A World War II tale about how panic, fear, and xenophobia led to a drastic governmental policy in the U.K.
Drawing on copious unpublished and archival material, British journalist Parkin has produced a richly detailed history of the internment of thousands of men and women because of their German or Austrian ancestry. Many had fled to England as refugees from Nazi Germany, and the vast majority were Jewish. Though they had become productive, upstanding members of their communities, “jingoism and hatred,” stoked by the media, became justification for the new policy. “Instead of taking an enlightened lead,” writes the author, “the government now used public opinion as justification for strict measures.” Parkin focuses on Hutchinson, on the Isle of Man, which housed some 2,000 men from the time it opened in July 1940 and whose inmates included artists, musicians, fashion designers, architects, academics, and writers. “It was as if a tsunami had deposited a crowd of Europe’s prominent men onto this obscure patch of grass in the middle of the Irish Sea,” writes the author. Officials ran the camp as humanely as possible, and the inmates worked to make it a community. They gave theater and music performances, set up cafes, started a newspaper, and conducted classes, especially for the younger men whose schooling had been disrupted. Among those younger men was Peter Fleischmann, whose story exemplifies the inconsistencies—indeed, the absurdity—of the policy of internment. An orphan who had come to the U.K. on the Kindertransport, he was at first seen as no threat to national security. Nevertheless, he was later arrested, and six weeks after the camp opened, he arrived at Hutchinson. His experiences there changed the course of his future. Parkin also chronicles the policy shift that eventually freed about half of the internees by the spring of 1941. “Historical ignorance and bedrock xenophobia” led to a “panic measure” that, Parkin warns, reverberates in contemporary treatment of asylum seekers.
A vivid recounting of a shameful event that still resonates.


### TRY IT
Go through the records and copy each line where the word "false" occurs.

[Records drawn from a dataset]
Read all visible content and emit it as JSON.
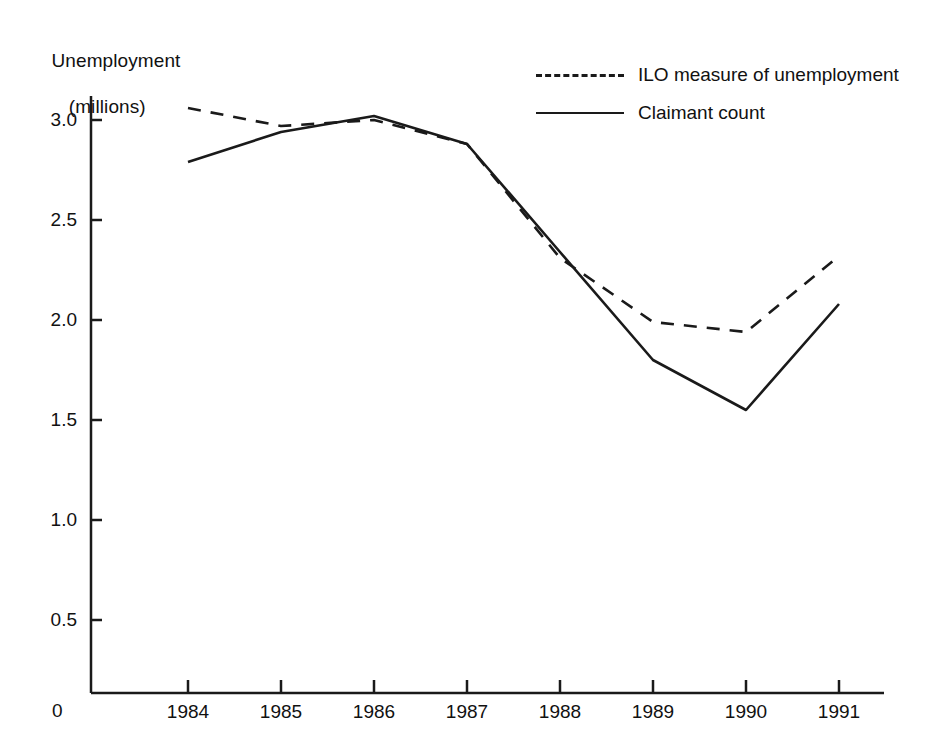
{
  "chart_data": {
    "type": "line",
    "title": "",
    "xlabel": "",
    "ylabel": "Unemployment (millions)",
    "ylabel_line1": "Unemployment",
    "ylabel_line2": "(millions)",
    "grid": false,
    "legend_position": "top-right",
    "x": [
      1984,
      1985,
      1986,
      1987,
      1988,
      1989,
      1990,
      1991
    ],
    "categories": [
      "1984",
      "1985",
      "1986",
      "1987",
      "1988",
      "1989",
      "1990",
      "1991"
    ],
    "xtick_labels": [
      "1984",
      "1985",
      "1986",
      "1987",
      "1988",
      "1989",
      "1990",
      "1991"
    ],
    "ytick_labels": [
      "0.5",
      "1.0",
      "1.5",
      "2.0",
      "2.5",
      "3.0"
    ],
    "ytick_values": [
      0.5,
      1.0,
      1.5,
      2.0,
      2.5,
      3.0
    ],
    "origin_label": "0",
    "xlim": [
      1983.0,
      1991.6
    ],
    "ylim": [
      0,
      3.35
    ],
    "series": [
      {
        "name": "ILO measure of unemployment",
        "style": "dashed",
        "color": "#1a1a1a",
        "values": [
          3.06,
          2.97,
          3.0,
          2.88,
          2.31,
          1.99,
          1.94,
          2.32
        ]
      },
      {
        "name": "Claimant count",
        "style": "solid",
        "color": "#1a1a1a",
        "values": [
          2.79,
          2.94,
          3.02,
          2.88,
          2.34,
          1.8,
          1.55,
          2.08
        ]
      }
    ]
  },
  "legend": {
    "items": [
      {
        "label": "ILO measure of unemployment",
        "style": "dashed"
      },
      {
        "label": "Claimant count",
        "style": "solid"
      }
    ]
  }
}
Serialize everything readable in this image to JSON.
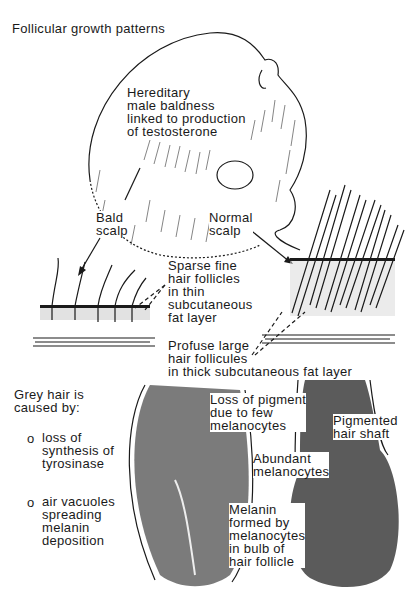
{
  "title": "Follicular growth patterns",
  "head_section": {
    "main_label": "Hereditary\nmale baldness\nlinked to production\nof testosterone",
    "bald_label": "Bald\nscalp",
    "normal_label": "Normal\nscalp"
  },
  "scalp_section": {
    "sparse_label": "Sparse fine\nhair follicles\nin thin\nsubcutaneous\nfat layer",
    "profuse_label": "Profuse large\nhair follicules\nin thick subcutaneous fat layer"
  },
  "grey_section": {
    "heading": "Grey hair is\ncaused by:",
    "causes": [
      {
        "bullet": "o",
        "text": "loss of\nsynthesis of\ntyrosinase"
      },
      {
        "bullet": "o",
        "text": "air vacuoles\nspreading\nmelanin\ndeposition"
      }
    ],
    "loss_pigment_label": "Loss of pigment\ndue to few\nmelanocytes",
    "pigmented_shaft_label": "Pigmented\nhair shaft",
    "abundant_label": "Abundant\nmelanocytes",
    "melanin_label": "Melanin\nformed by\nmelanocytes\nin bulb of\nhair follicle"
  }
}
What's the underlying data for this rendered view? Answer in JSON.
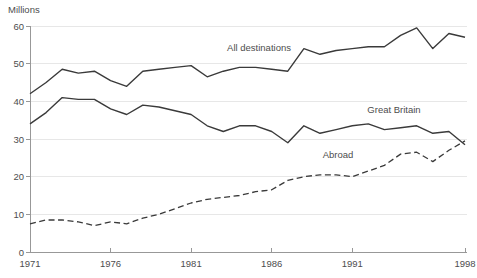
{
  "chart_data": {
    "type": "line",
    "title": "",
    "ylabel": "Millions",
    "xlabel": "",
    "legend": "inline-labels",
    "grid": true,
    "ylim": [
      0,
      60
    ],
    "yticks": [
      0,
      10,
      20,
      30,
      40,
      50,
      60
    ],
    "xticks": [
      {
        "year": 1971,
        "label": "1971"
      },
      {
        "year": 1976,
        "label": "1976"
      },
      {
        "year": 1981,
        "label": "1981"
      },
      {
        "year": 1986,
        "label": "1986"
      },
      {
        "year": 1991,
        "label": "1991"
      },
      {
        "year": 1998,
        "label": "1998"
      }
    ],
    "x": [
      1971,
      1972,
      1973,
      1974,
      1975,
      1976,
      1977,
      1978,
      1979,
      1980,
      1981,
      1982,
      1983,
      1984,
      1985,
      1986,
      1987,
      1988,
      1989,
      1990,
      1991,
      1992,
      1993,
      1994,
      1995,
      1996,
      1997,
      1998
    ],
    "series": [
      {
        "name": "All destinations",
        "line_style": "solid",
        "values": [
          42,
          45,
          48.5,
          47.5,
          48,
          45.5,
          44,
          48,
          48.5,
          49,
          49.5,
          46.5,
          48,
          49,
          49,
          48.5,
          48,
          54,
          52.5,
          53.5,
          54,
          54.5,
          54.5,
          57.5,
          59.5,
          54,
          58,
          57
        ],
        "label": {
          "x": 259,
          "y": 51
        }
      },
      {
        "name": "Great Britain",
        "line_style": "solid",
        "values": [
          34,
          37,
          41,
          40.5,
          40.5,
          38,
          36.5,
          39,
          38.5,
          37.5,
          36.5,
          33.5,
          32,
          33.5,
          33.5,
          32,
          29,
          33.5,
          31.5,
          32.5,
          33.5,
          34,
          32.5,
          33,
          33.5,
          31.5,
          32,
          28.5
        ],
        "label": {
          "x": 394,
          "y": 113
        }
      },
      {
        "name": "Abroad",
        "line_style": "dashed",
        "values": [
          7.5,
          8.5,
          8.5,
          8,
          7,
          8,
          7.5,
          9,
          10,
          11.5,
          13,
          14,
          14.5,
          15,
          16,
          16.5,
          19,
          20,
          20.5,
          20.5,
          20,
          21.5,
          23,
          26,
          26.5,
          24,
          27,
          29.5
        ],
        "label": {
          "x": 338,
          "y": 158
        }
      }
    ],
    "colors": {
      "line": "#3a3a3a",
      "grid": "#e7e7e7",
      "axis": "#989898",
      "text": "#4d4d4d",
      "background": "#ffffff"
    }
  }
}
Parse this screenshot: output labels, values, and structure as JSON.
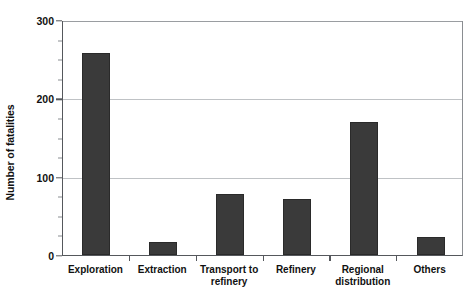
{
  "chart_data": {
    "type": "bar",
    "title": "",
    "subtitle": "",
    "xlabel": "",
    "ylabel": "Number of fatalities",
    "categories": [
      "Exploration",
      "Extraction",
      "Transport to\nrefinery",
      "Refinery",
      "Regional\ndistribution",
      "Others"
    ],
    "values": [
      258,
      16,
      78,
      72,
      170,
      23
    ],
    "ylim": [
      0,
      300
    ],
    "y_major_ticks": [
      0,
      100,
      200,
      300
    ],
    "y_major_tick_labels": [
      "0",
      "100",
      "200",
      "300"
    ],
    "y_minor_tick_interval": 25,
    "gridlines": {
      "horizontal_at": [
        100,
        200,
        300
      ],
      "vertical": false
    },
    "legend": {
      "visible": false,
      "position": "none",
      "entries": []
    },
    "annotations": [],
    "bar_color": "#3a3a3a",
    "bar_edge_color": "#2a2a2a",
    "axis_color": "#55585c",
    "grid_color": "#bfc2c5",
    "background_color": "#ffffff",
    "bar_width_fraction": 0.42
  }
}
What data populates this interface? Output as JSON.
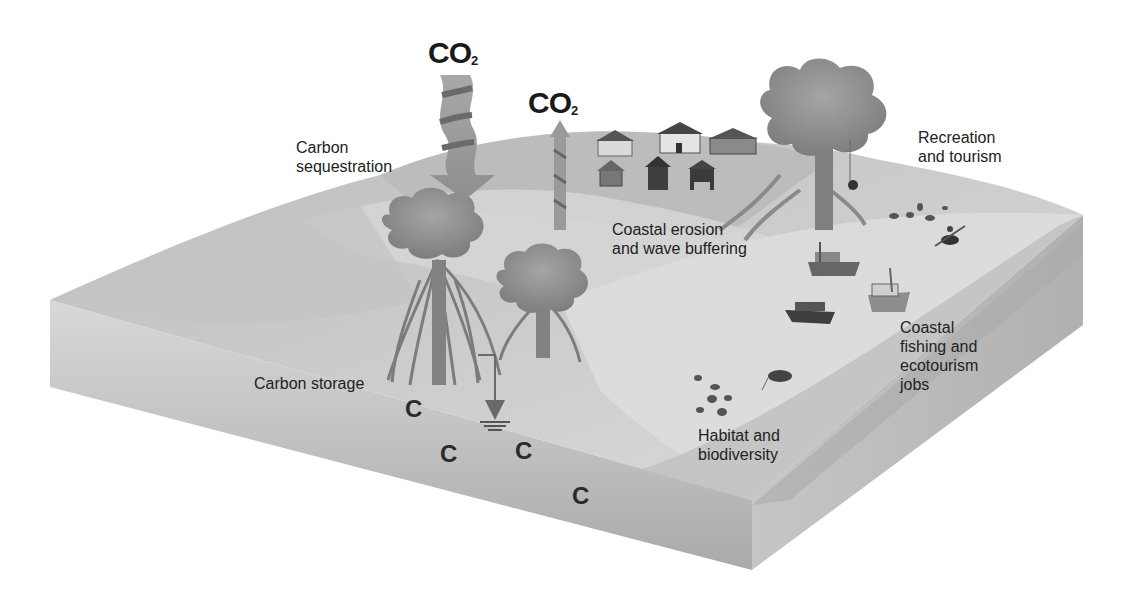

### RESPONSE
    "grid": false,
      "vertical": false
      "visible": false,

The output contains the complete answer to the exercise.